Throughout the film, Danny Buck operates as the voice of reason, reminding the hungry patrons of Danny’s BBQ and Catfish (“You kill it, I’ll cook it”) that there’s no ambiguity. Bernie killed this woman. The audience knows this because Linklater showed it.
In the middle of the film, trading the bright East Texas sun for a chilly garage straight out of Fargo, Bernie casually, almost mindlessly, fires four rounds into Marjorie’s back. Again, reminding us that it wasn’t entirely without intent, editor Sandra Adair inserts a close-up of Marjorie annoyingly chewing her food, one of Bernie’s pet peeves, as he fires.
To the townspeople who do think Bernie killed her, it’s easy to explain: He snapped. Just as Hit Man’s Gary Johnson can suddenly transform into a thespian, Bernie could become a killer. However, keeping an old lady buried under chicken parts and ground beef in a deep freeze for nine months is hardly becoming for the gentlest man in town. Nevertheless, Bernie benefitted from the town’s opinion of Marjorie. With her gone, he could give his time (and her money) back to the community.
The townspeople are the most vital element of the case because it took leaving Carthage to get a conviction. “I had never heard of the state seeking a change of venue because the defendant was so well-liked that they couldn’t get a conviction,” says Bernie’s lawyer, Scrappy Holmes (Brady Coleman). “When I heard that the judge had actually agreed to move the trial, to give in to Danny Buck’s hare-brained request, my first thought was, ‘Oh shit, Bernie’s ox is in a ditch.’” Finally free of the spell Bernie cast upon Carthage, Buck succeeded.

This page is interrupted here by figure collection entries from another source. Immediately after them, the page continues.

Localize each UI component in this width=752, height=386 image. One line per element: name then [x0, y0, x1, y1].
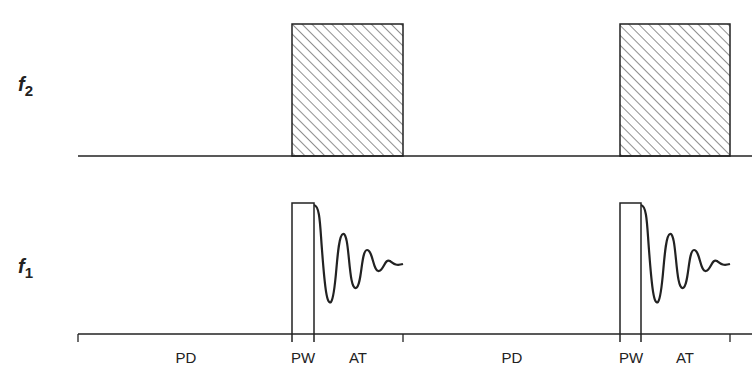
decoupler-block-1 [292, 24, 403, 156]
label-pd: PD [502, 349, 523, 366]
label-pw: PW [291, 349, 316, 366]
pulse-sequence-diagram: f2 f1 PD PW AT PD PW AT [0, 0, 752, 386]
f2-channel [78, 24, 752, 156]
rf-pulse-2 [620, 203, 641, 342]
label-pd: PD [176, 349, 197, 366]
fid-2 [641, 205, 730, 302]
label-at: AT [349, 349, 367, 366]
rf-pulse-1 [292, 203, 314, 342]
time-labels: PD PW AT PD PW AT [176, 349, 694, 366]
decoupler-block-2 [620, 24, 730, 156]
f1-channel [78, 203, 752, 342]
channel-label-f1: f1 [18, 255, 33, 281]
channel-label-f2: f2 [18, 73, 33, 99]
label-at: AT [676, 349, 694, 366]
fid-1 [314, 205, 403, 302]
label-pw: PW [619, 349, 644, 366]
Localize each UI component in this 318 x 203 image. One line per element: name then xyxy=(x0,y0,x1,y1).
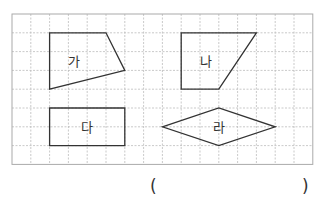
answer-close-paren: ) xyxy=(302,176,309,196)
shape-label-da: 다 xyxy=(81,120,93,135)
answer-open-paren: ( xyxy=(150,176,157,196)
answer-blank[interactable] xyxy=(162,176,302,198)
shape-grid-figure: 가나다라 xyxy=(0,0,318,203)
shape-label-ga: 가 xyxy=(68,54,80,69)
shape-label-na: 나 xyxy=(200,54,212,69)
shape-label-ra: 라 xyxy=(213,120,225,135)
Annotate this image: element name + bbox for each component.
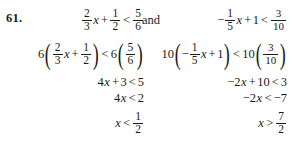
exercise-block: 61. and 2 3 x + 1 2 < 5 6 6 ( — [0, 0, 293, 144]
relation-greater-than: > — [264, 116, 275, 131]
right-line-5: x > 7 2 — [258, 107, 287, 139]
relation-less-than: < — [121, 13, 132, 28]
plus-operator: + — [247, 75, 257, 90]
coefficient: −2 — [227, 75, 240, 90]
relation-less-than: < — [231, 47, 242, 62]
open-paren-icon: ( — [45, 44, 51, 65]
relation-less-than: < — [127, 75, 138, 90]
fraction-two-thirds: 2 3 — [53, 42, 63, 67]
plus-operator: + — [207, 47, 217, 62]
multiplier-six: 6 — [38, 47, 44, 62]
left-line-3: 4 x + 3 < 5 — [98, 75, 144, 90]
right-hand-side: 3 — [281, 75, 287, 90]
open-paren-icon: ( — [175, 44, 181, 65]
left-line-2: 6 ( 2 3 x + 1 2 ) < 6 ( 5 6 — [38, 37, 144, 71]
multiplier-ten-rhs: 10 — [242, 47, 255, 62]
relation-less-than: < — [127, 91, 138, 106]
right-solution-column: − 1 5 x + 1 < 3 10 10 ( − 1 5 — [160, 0, 293, 144]
multiplier-ten: 10 — [162, 47, 175, 62]
fraction-one-half: 1 2 — [133, 111, 143, 136]
close-paren-icon: ) — [137, 44, 143, 65]
fraction-one-half: 1 2 — [81, 42, 91, 67]
right-line-1: − 1 5 x + 1 < 3 10 — [217, 6, 287, 34]
constant: 10 — [257, 75, 270, 90]
close-paren-icon: ) — [280, 44, 286, 65]
plus-operator: + — [70, 47, 80, 62]
open-paren-icon: ( — [118, 44, 124, 65]
left-line-4: 4 x < 2 — [114, 91, 144, 106]
close-paren-icon: ) — [224, 44, 230, 65]
relation-less-than: < — [263, 91, 274, 106]
relation-less-than: < — [259, 13, 270, 28]
fraction-one-fifth: 1 5 — [225, 8, 235, 33]
right-hand-side: 2 — [138, 91, 144, 106]
multiplier-six-rhs: 6 — [111, 47, 117, 62]
fraction-five-sixths: 5 6 — [133, 8, 143, 33]
minus-sign: − — [182, 47, 189, 62]
left-line-2-group: 2 3 x + 1 2 — [52, 42, 92, 67]
fraction-one-half: 1 2 — [110, 8, 120, 33]
relation-less-than: < — [100, 47, 111, 62]
relation-less-than: < — [121, 116, 132, 131]
plus-operator: + — [110, 75, 120, 90]
left-line-1: 2 3 x + 1 2 < 5 6 — [81, 6, 144, 34]
close-paren-icon: ) — [93, 44, 99, 65]
right-line-2-group: − 1 5 x + 1 — [182, 42, 224, 67]
plus-operator: + — [99, 13, 109, 28]
fraction-three-tenths: 3 10 — [271, 8, 286, 32]
problem-number: 61. — [6, 11, 22, 26]
right-hand-side: −7 — [274, 91, 287, 106]
left-solution-column: 2 3 x + 1 2 < 5 6 6 ( 2 3 — [28, 0, 150, 144]
relation-less-than: < — [270, 75, 281, 90]
right-line-2: 10 ( − 1 5 x + 1 ) < 10 ( 3 10 ) — [162, 37, 287, 71]
fraction-seven-halves: 7 2 — [276, 111, 286, 136]
open-paren-icon: ( — [255, 44, 261, 65]
coefficient: −2 — [243, 91, 256, 106]
constant: 1 — [217, 47, 223, 62]
fraction-two-thirds: 2 3 — [82, 8, 92, 33]
fraction-five-sixths: 5 6 — [126, 42, 136, 67]
right-hand-side: 5 — [138, 75, 144, 90]
minus-sign: − — [217, 13, 224, 28]
left-line-5: x < 1 2 — [115, 107, 144, 139]
fraction-one-fifth: 1 5 — [190, 42, 200, 67]
right-line-3: −2 x + 10 < 3 — [227, 75, 287, 90]
right-line-4: −2 x < −7 — [243, 91, 287, 106]
plus-operator: + — [243, 13, 253, 28]
fraction-three-tenths: 3 10 — [263, 42, 278, 66]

Because Bernie and Marjorie are the only two perspectives we don’t hear, we can form our own thoughts about him. Black, a consummate showman with an urge to make people smile visible at all times, pulls back a bit, becoming a cipher for the townspeople’s opinions, playing into both sides. Is he a calculating evil actor, or was he temporarily insane? More importantly, if murder can’t change the way we see someone, what could? These questions are what makes Bernie so unique. Linklater forces the viewer to have an opinion of him that is at odds with itself, like grief tragically becoming a comedy. Is the nicest guy you know capable of murder? Yes. Just don’t ask anyone in Carthage.